Actually I was referring to the engine's performance, as graphics wise Unity is pretty competent.
I remember it used to suffer from stutters and low performance in some particular cases for most games.
Both videos show extremely bad frame pacing/stutters.
That's Unity for you.
Unity's rep comes more from the good games that people wanted to be great from developers that seemed capable but that suffered technical problems nevertheless... which unfortunately are not uncommon to Unity. You can read a little more about Unity from both player and developer perspectives on a recent
Unity Engine 2021 thread.
From my experience there seems to be some kind of issue with stuttering on camera panning where the camera movement isn't updated at the same rate as the current refresh rate, so it looks like every X frame is being dropped and looks unpleasant. It isn't tied to any kind of system bottleneck afaik and when its present it even happens at the lowest settings and resolution the game can support.
So even if it was "bad coding" issues like Arkham Knight in UE3(.5), at least with that you can brute force through frametime spikes and get smooth performance by using a GPU that didnt exist when AK came out. Thats not the case here and the problem persists no matter what I do. I've had the problem in a bunch of games, often its related to the the engine using borderless window by default instead of exclusive fullscreen and you having to use a command-line argument to get the game to use ex-fullscreen but that also doesn't always fix it.
Exo One and Outer Wilds are two games where I was never able to solve it (Well actually I did solve it once... for 10 mins in Exo One by setting my output to 1440p@120hz and then using external programs to cap the fps to 60 and hide the tear-line, but thats just getting round the issue in a weird way most can't/won't be able to), but I didn't like Outer Wilds anyway so didnt go back and try it again with newer tools I've found out about since I played it (ie Scanline-Sync in RTSS).
I beleive its tied to how the engine handles object/camera update rates + synchronization because even if you force ex-fullscreen (and disable fullscreen optimisations in windows 10 but you should be doing that on every .exe anyway) and use external sync solutions it doesn't make fix it often. Many developers of Unity engine games seem to not have the issue so perhaps its the result of a off-the-shelf module within Unity that people are using that has the issue and so it persists across many titles.
Ori 2 had it at launch but it was because they didnt put ex-fullscreen as a menu option until a month later patch. You could already force it via the command-line on launch day though and that fixed 99% of the stutters so was just a (big) oversight on the devs part. The remaining stutters were fixed with a performance patch that altered how it loaded the map as you moved, although tiny autosave stutters are still present today but I accept that because all engines have it (RE Engine is really bad for the loading stutters, if you constantly run through the rooms/map it happens quite often in RE8 for example).
I emailed the dev of Exo One and after some back and forth he said this:
"Thanks for sending through your details. This one is tricky, I don’t see anything obvious in your log files to indicate there’s a potential issue. It’s a strange effect and I’d say it’s unlikely to be a performance related issue, I’m thinking maybe more driver related? Anything you can think of that alters the default settings for the way your monitor and video card run, for example some monitors also allow hardware level frame rate locks and the like, is worth disabling to see if it changes.
Unity may be a potential cause as well combined with the hardware if things are expecting exact frame rates, I’ve come across this sort of thing before where not everything is as perfectly frame-aligned as Unity suggests but unfortunately they don’t acknowledge the issue.
Sorry I can’t offer more at the moment, we will keep an eye on it. Thanks for reaching out."
Which was then I started to go looking for others having the problem (users and devs) and started to piece to together what the issues are. Probably the reason this issues crops up so much and there hasn't been a concerted effort to fix it is because most PC users already run games at too high a setting and/or resolution + at the wrong refresh rate to maintain the v-sync lock, which introduces v-sync stuttering anyway and thats way worse/will just blend in with the problems I've spoken of above so they wouldn't bring this up.
I'm a total nerd who's loved tweaking games and settings for 20+ years and I didn't fully understand all the forms of stuttering and how they are introduced until about 5 years ago so I'm sure it'd be a kind of "I just thought thats how games moved" effect for most people if I were to point these things out + them usually being hidden by way worse problems with how the game is configured (eg v-sync stutter) makes it a fool's errand anyway.
TL;DR - Yes Unity CAN make a game suck by having these stuttering problems but most major teams seem to have devs onboard that can bypass, avoid or mitigate the issue by whatever means. So while its reductive to say a game will definitely be crap (technically) just because its made in Unity Engine, there is definitely a not-small chance it could have these problems if the dev isn't aware of them/doesn't know why they happen and therefore avoid them.
If you are a big "stuttering-noticer" then you'll see it, if you don't really get bothered by v-sync stutter (when you drop below refresh rate) then this won't bother you at all.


• **INSTRUCTIONS TO FOLLOW**
Below are some records. Copy every line in them that holds "ACCESSORIES".

Interface dataset entries:

>>>

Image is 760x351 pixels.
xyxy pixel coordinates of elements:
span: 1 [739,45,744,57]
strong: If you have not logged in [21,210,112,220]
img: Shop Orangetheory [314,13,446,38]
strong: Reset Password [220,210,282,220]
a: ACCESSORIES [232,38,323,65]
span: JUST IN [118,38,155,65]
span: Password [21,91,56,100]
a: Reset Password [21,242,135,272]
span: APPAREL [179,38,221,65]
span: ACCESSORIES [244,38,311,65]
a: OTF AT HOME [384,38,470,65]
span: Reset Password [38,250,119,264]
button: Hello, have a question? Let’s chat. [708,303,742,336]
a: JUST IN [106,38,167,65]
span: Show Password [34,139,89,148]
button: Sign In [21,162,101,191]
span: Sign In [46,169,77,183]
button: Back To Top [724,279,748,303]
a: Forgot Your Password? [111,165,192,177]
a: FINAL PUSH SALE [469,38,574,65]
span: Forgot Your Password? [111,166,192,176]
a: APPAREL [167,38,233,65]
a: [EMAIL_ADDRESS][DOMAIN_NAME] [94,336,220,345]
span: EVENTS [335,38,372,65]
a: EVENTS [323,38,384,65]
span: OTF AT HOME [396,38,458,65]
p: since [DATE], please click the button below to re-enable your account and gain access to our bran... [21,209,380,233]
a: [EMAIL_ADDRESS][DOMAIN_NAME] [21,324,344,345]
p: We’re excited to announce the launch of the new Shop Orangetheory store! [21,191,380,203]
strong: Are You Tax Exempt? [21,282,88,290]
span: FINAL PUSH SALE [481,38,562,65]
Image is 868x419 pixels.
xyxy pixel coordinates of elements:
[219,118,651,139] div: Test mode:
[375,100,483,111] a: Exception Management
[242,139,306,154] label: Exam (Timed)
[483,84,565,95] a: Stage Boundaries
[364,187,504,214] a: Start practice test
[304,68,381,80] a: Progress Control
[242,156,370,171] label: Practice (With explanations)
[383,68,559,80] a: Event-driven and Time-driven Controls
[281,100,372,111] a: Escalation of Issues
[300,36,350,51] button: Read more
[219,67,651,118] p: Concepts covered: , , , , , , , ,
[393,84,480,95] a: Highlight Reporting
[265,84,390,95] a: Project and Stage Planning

<<<

• **WRITTEN ANSWER**
a: ACCESSORIES [232,38,323,65]
span: ACCESSORIES [244,38,311,65]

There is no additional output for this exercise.